The buildings of the Okinawa Girls’ Normal School and the First Okinawa Girls’ High School were destroyed in the Battle of Okinawa and the schools were closed. However, shortly after the war, the graduates of both schools reestablished their alumnae association with the creation of the Himeyuri Alumnae Association in 1948; the name refers to the title of the school magazine of both schools before the war. The Himeyuri alumnae worked to rebuild Alumnae Hall, organize a fundraising campaign and secure land owned by the Alumnae Association, with a strong desire to create a memorial museum that would preserve and display materials related to the Himeyuri Student Corps and pass on the tragedy of the war to future generations. Beginning in 1960, when life in Okinawa began to acquire some normalcy, the association was authorized to become a legally incorporated foundation and has since been involved in many activities under the name “Himeyuri Alumnae Incorporated Foundation”. Some of its achievements as a legally incorporated foundation include the institution of the Himeyuri Alumnae Scholarship Fund, as well as the establishment of the Himeyuri Peace Museum.

The construction of the Museum was decided on June 6, 1982, at the general assembly of the Himeyuri Alumnae Association. Thus, in January 1983, the Himeyuri Alumnae Incorporated Foundation took it upon itself to facilitate the museum’s establishment.

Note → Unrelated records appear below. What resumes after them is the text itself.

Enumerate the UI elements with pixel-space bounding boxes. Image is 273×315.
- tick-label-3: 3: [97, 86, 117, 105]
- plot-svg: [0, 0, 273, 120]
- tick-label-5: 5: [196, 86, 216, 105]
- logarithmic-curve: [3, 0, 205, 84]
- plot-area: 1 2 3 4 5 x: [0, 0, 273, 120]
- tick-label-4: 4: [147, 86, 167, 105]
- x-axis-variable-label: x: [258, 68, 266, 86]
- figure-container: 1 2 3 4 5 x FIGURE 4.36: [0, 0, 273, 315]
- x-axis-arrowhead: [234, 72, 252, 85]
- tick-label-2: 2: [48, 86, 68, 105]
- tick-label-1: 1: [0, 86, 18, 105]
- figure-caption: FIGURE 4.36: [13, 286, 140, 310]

Preparatory work for its founding consisted of selecting a suitable site, raising funds through charitable organizations, and making decisions regarding exhibit materials. On June 23 1989, the Himeyuri Peace Museum was finally inaugurated on the site of the Himeyuri Cenotaph. Mr. Seizen Nakasone, who was a teacher accompanying the student corps during the war, became the first director of the museum. The survivors of the Himeyuri student corps, who were responsible for creating the museum’s exhibits, continued to operate it on their own after its opening and to participate in various activities such as giving testimonials, holding special exhibitions and publishing books.

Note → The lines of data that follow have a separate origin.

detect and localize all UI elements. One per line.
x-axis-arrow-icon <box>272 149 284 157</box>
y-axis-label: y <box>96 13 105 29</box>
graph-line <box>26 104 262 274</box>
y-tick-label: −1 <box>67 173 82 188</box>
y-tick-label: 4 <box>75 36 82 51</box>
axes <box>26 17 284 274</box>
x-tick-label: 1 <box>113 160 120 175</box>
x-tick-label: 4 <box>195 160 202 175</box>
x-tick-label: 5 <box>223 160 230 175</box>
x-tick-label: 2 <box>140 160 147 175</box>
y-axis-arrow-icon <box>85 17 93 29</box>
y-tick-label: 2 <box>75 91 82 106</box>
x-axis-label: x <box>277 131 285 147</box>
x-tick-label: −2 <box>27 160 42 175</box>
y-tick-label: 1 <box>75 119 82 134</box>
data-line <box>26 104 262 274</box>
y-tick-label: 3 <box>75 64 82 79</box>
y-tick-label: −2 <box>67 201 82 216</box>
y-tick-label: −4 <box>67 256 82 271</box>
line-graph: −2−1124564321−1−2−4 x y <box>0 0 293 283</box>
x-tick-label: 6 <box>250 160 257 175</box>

The museum buildings resemble those of the Okinawa Girls’ Normal School and the First Girls’ High School that were destroyed in the war. The flower garden in the courtyard is dedicated to the souls of the young women who lost their lives on the battlefield, and the surviving alumnae have held a memorial service at the Himeyuri Cenotaph every June to commemorate the deceased female students and teachers. As the number of war survivors decreases each year, the museum decided that it was essential to narrate the realities of the war in a way that was more accessible to younger generations: to this end, extensive renovations to the exhibits were undertaken in 2004 and 2021. In addition, a new extension, the “6th Exhibition Hall: The Passage to Peace” was created in the first of these renovations with the aim of passing on wishes for peace to future generations. Moreover, as the alumnae population continues to age, the board of directors of the Himeyuri Peace Foundation (formerly Himeyuri Alumnae Incorporated Foundation) has increasingly incorporated born-after-the-war members to provide continuity to the work of their predecessors, and in April 2018, a person born after the war was appointed as the museum’s director for the first time. Although the leadership of the Foundation is changing from alumnae who experienced the war to others who did not, the philosophy of the Himeyuri Peace Museum remains unchanged.